I am working on a Swiss Tournament system in Python and I'm trying to figure out an optimal pairing algorithm.
My biggest problem is that every algorithm I came with produced error in few sequences, where the last pair to be picked have already played each other, ruling the pairing is invalid.
The Swiss system I'm working on is simple: even players, everyone plays at each round and pairing is done based on the winning proximity (so strong players play against strong players, and weak against weak).
No Bye, only win/lose (no draw), opponents cannot play each other twice.
The current algorithm I did works as follow:
- Produce a players list by ranking order (most wins to least wins)
- Pick player, starting from player with most wins
- Match him with the closest ranked player. If they already played, match him with the next one, until a match is found
- Pop the pair out of the list and back to 1
For example:
Ranking after 2 rounds:
1. P1: [P2 win, P3 win] 2 wins
2. P5: [P6 win, P2 win] 2 wins
3. P3: [P4 win, P1 lost] 1 win, 1 loss
4. P4: [P6 win, P3 lost] 1 win, 1 loss
5. P2: [P1 lost, P5 lost] 2 losses
6. P6: [P5 lost, P4 lost] 2 losses
First pick would be P1 and the first match is P5. Taking (P1,P5) out of the list.
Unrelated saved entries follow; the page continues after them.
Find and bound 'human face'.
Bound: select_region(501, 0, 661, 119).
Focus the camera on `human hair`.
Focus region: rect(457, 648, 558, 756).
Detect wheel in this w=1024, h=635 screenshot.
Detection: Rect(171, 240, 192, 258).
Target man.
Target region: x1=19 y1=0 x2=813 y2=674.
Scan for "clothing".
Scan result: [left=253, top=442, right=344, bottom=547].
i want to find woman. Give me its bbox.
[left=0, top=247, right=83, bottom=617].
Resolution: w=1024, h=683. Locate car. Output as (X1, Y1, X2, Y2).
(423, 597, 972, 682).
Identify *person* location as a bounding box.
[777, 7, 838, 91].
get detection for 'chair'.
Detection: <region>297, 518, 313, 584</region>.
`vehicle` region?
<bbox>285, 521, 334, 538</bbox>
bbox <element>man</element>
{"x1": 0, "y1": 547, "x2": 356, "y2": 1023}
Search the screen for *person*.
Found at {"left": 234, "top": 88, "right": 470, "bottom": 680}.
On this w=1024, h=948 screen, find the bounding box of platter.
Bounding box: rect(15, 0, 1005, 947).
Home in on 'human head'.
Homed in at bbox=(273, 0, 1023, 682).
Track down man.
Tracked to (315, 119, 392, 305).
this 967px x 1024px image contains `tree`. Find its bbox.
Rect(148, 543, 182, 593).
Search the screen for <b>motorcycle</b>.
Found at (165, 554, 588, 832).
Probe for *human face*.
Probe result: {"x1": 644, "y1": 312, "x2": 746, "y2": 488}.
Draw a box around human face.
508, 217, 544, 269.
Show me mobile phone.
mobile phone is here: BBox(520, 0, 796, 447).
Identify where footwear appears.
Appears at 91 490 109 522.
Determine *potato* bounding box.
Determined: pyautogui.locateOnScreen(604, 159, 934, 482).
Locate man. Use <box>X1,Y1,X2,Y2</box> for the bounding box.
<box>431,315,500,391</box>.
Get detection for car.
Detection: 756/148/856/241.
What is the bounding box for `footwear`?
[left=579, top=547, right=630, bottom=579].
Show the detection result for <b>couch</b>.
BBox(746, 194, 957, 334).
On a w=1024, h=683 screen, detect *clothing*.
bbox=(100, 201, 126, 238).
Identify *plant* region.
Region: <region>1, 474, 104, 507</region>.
1. P3: [P4 win, P1 lost] 1 win, 1 loss
2. P4: [P6 win, P3 lost] 1 win, 1 loss
3. P2: [P1 lost, P5 lost] 2 losses
4. P6: [P5 lost, P4 lost] 2 losses
First pick would be P3, already played P4, so the match would be P2. Taking (P3,P2) out of the list.
In this sequence I finish with a pair that played against each other and the pairing is invalid:
1. P4: [P6 win, P3 lost] 1 win, 1 loss
2. P6: [P5 lost, P4 lost] 2 losses
Question: Is there any algorithm that guarantees an optimal pairing module while making sure I do not get 'stuck' at the end with two players who played each other?